LGDCMLMay 25, 2020

Towards Efficient Scheduling of Federated Mobile Devices under Computational and Statistical Heterogeneity

arXiv:2005.12326v285 citations
Originality Incremental advance
AI Analysis

This addresses efficiency and accuracy challenges for deploying federated learning on real-world mobile devices, though it is incremental by building on existing methods.

The paper tackles the problem of computational and statistical heterogeneity in federated learning on mobile devices, proposing scheduling algorithms that achieve up to 100x speedup per epoch, 2-7% accuracy gain, and over 100% faster convergence on CIFAR10.

Originated from distributed learning, federated learning enables privacy-preserved collaboration on a new abstracted level by sharing the model parameters only. While the current research mainly focuses on optimizing learning algorithms and minimizing communication overhead left by distributed learning, there is still a considerable gap when it comes to the real implementation on mobile devices. In this paper, we start with an empirical experiment to demonstrate computation heterogeneity is a more pronounced bottleneck than communication on the current generation of battery-powered mobile devices, and the existing methods are haunted by mobile stragglers. Further, non-identically distributed data across the mobile users makes the selection of participants critical to the accuracy and convergence. To tackle the computational and statistical heterogeneity, we utilize data as a tuning knob and propose two efficient polynomial-time algorithms to schedule different workloads on various mobile devices, when data is identically or non-identically distributed. For identically distributed data, we combine partitioning and linear bottleneck assignment to achieve near-optimal training time without accuracy loss. For non-identically distributed data, we convert it into an average cost minimization problem and propose a greedy algorithm to find a reasonable balance between computation time and accuracy. We also establish an offline profiler to quantify the runtime behavior of different devices, which serves as the input to the scheduling algorithms. We conduct extensive experiments on a mobile testbed with two datasets and up to 20 devices. Compared with the common benchmarks, the proposed algorithms achieve 2-100x speedup epoch-wise, 2-7% accuracy gain and boost the convergence rate by more than 100% on CIFAR10.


● **Task details**
Each line of the entries below that includes "icon" belongs in your answer.

● **Supplied material**
Start of Block

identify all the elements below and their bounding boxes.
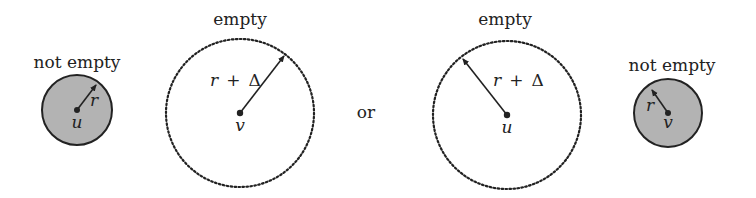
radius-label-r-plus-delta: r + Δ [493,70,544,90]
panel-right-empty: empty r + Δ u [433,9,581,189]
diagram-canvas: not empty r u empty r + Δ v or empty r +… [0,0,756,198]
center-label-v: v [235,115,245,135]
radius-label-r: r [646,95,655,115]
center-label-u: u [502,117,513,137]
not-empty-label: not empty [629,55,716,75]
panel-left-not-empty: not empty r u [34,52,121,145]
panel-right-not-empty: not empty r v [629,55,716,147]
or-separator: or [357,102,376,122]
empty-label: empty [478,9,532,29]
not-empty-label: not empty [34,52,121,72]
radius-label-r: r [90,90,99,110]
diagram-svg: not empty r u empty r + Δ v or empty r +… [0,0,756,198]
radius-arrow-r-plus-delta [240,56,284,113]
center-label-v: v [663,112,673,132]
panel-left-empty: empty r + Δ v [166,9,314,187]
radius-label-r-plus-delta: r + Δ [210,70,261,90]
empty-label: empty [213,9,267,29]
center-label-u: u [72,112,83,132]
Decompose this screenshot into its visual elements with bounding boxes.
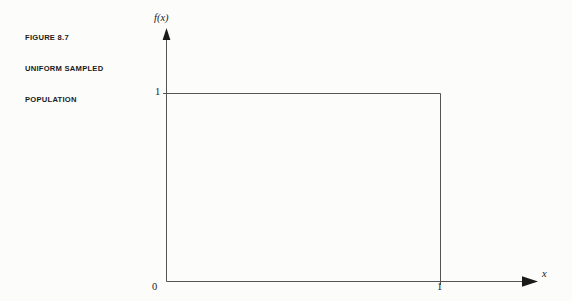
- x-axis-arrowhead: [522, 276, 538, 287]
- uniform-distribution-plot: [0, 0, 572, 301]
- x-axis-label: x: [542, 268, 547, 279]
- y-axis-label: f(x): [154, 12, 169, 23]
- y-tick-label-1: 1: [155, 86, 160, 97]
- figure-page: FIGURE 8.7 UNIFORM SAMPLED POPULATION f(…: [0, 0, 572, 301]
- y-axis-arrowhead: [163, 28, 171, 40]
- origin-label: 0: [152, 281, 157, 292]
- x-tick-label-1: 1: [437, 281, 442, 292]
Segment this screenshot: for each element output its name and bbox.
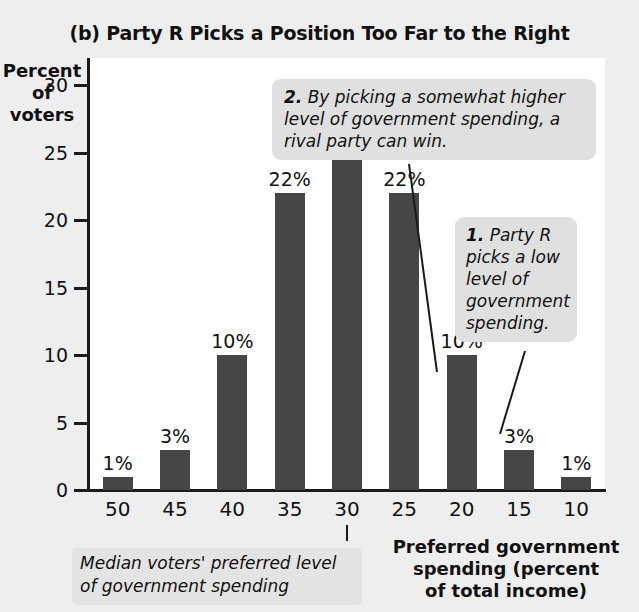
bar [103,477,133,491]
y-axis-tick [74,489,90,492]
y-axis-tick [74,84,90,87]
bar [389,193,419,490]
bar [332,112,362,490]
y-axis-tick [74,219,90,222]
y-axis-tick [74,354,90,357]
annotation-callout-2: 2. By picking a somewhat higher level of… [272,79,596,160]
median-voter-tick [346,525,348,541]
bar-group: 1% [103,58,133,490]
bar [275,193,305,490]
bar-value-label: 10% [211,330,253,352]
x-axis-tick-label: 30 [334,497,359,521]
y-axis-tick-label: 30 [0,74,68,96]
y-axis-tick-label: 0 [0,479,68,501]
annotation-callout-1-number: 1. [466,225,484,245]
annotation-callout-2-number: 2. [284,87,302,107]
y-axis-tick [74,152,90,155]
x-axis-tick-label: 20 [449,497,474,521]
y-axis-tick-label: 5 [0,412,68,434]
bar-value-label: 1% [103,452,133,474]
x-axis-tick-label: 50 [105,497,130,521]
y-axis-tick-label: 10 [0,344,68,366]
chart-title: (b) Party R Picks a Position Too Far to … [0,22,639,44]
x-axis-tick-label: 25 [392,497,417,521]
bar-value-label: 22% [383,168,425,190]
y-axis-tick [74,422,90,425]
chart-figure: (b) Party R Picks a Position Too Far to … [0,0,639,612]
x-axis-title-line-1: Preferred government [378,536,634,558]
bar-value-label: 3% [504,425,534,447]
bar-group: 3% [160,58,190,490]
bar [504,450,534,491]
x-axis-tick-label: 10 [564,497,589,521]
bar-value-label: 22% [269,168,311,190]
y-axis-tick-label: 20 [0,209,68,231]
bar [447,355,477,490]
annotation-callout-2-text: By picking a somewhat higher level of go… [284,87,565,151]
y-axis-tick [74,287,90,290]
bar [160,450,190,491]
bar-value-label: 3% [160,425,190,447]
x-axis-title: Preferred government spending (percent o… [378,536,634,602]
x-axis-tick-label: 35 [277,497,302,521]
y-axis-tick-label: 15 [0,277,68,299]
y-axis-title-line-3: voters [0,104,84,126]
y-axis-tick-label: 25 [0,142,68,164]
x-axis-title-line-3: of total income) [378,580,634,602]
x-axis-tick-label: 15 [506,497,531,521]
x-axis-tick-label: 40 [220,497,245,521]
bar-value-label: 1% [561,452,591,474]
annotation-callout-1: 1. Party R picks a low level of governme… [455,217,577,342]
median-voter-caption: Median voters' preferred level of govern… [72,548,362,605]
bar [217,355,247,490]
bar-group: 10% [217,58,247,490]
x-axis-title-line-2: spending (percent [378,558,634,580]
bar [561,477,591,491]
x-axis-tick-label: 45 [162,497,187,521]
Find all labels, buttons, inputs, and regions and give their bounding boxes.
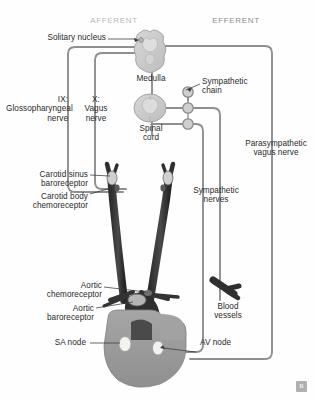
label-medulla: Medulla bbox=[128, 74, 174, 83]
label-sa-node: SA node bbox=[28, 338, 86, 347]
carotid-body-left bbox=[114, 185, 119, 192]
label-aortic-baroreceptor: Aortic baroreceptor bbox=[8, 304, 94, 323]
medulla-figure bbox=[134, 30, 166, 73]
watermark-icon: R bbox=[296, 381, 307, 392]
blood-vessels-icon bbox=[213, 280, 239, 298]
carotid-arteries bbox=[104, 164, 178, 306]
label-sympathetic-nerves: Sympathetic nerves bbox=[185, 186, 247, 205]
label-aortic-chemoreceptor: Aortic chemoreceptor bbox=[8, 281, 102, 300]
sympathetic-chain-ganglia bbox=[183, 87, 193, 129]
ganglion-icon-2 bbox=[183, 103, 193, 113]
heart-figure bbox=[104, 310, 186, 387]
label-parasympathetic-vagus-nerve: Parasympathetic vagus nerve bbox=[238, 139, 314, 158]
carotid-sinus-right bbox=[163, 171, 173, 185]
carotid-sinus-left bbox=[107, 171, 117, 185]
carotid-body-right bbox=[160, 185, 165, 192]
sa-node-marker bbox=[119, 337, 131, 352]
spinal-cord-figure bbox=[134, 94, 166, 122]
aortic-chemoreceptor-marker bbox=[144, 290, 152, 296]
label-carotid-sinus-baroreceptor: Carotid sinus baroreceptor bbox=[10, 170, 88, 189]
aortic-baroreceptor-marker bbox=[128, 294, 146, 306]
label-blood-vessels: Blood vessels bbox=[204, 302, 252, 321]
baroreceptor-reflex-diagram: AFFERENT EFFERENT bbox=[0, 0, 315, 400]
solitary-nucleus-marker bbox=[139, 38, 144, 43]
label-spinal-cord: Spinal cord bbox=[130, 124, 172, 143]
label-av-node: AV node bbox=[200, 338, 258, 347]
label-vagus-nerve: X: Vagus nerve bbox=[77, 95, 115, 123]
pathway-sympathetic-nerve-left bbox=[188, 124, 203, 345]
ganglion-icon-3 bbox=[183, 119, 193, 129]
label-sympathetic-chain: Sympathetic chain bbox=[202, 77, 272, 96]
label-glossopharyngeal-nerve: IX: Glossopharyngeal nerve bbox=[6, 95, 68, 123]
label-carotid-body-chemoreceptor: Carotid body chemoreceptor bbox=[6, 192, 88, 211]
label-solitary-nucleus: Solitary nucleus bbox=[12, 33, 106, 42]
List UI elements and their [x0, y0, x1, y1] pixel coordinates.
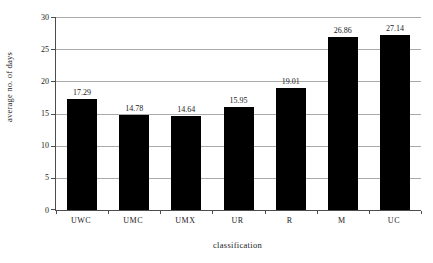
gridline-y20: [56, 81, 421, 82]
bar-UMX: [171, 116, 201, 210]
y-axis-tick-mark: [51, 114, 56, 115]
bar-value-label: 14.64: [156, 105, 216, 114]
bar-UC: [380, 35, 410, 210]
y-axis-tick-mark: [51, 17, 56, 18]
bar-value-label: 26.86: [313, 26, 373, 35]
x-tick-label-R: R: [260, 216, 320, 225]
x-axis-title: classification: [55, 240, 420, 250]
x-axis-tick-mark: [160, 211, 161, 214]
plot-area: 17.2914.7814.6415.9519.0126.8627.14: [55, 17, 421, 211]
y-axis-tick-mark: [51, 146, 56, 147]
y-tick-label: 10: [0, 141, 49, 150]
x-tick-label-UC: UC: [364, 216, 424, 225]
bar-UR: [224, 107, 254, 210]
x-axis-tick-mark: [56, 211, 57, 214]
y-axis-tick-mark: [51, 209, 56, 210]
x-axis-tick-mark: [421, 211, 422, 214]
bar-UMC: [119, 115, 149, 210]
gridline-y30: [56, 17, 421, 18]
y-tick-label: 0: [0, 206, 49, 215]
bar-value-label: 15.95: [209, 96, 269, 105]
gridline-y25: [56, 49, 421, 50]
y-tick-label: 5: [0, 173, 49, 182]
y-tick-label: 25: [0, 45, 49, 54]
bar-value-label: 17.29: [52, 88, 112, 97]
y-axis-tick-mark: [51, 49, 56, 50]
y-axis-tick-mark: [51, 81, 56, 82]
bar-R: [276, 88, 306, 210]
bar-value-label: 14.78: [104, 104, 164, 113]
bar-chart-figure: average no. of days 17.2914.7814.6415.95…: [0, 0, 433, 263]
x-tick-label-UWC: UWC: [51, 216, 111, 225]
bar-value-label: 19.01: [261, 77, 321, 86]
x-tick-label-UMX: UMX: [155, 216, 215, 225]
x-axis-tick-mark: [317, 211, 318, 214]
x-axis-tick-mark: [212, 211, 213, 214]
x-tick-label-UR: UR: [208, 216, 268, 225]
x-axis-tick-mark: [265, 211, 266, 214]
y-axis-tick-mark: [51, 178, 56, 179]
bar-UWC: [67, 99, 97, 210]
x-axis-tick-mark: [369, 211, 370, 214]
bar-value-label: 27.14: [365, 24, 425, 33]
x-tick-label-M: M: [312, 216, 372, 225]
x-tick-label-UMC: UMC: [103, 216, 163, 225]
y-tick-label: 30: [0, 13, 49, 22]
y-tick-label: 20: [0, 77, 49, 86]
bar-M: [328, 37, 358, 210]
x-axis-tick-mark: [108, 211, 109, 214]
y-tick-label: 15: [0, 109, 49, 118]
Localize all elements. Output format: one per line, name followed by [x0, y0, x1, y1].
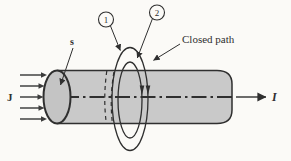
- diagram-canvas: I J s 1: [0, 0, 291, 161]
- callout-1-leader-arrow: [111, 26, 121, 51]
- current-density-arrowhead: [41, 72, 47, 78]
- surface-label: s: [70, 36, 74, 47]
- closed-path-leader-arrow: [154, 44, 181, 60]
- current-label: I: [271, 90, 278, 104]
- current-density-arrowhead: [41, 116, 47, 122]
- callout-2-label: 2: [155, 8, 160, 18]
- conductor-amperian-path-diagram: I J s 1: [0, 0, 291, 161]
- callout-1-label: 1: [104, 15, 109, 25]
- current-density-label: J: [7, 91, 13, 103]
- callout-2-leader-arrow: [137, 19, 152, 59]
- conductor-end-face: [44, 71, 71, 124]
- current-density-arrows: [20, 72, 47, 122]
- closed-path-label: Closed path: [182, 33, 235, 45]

End of Block

● **Exercise solution**
watermark-icon: R bbox=[296, 381, 307, 392]
blood-vessels-icon bbox=[213, 280, 239, 298]
ganglion-icon-2 bbox=[183, 103, 193, 113]
ganglion-icon-3 bbox=[183, 119, 193, 129]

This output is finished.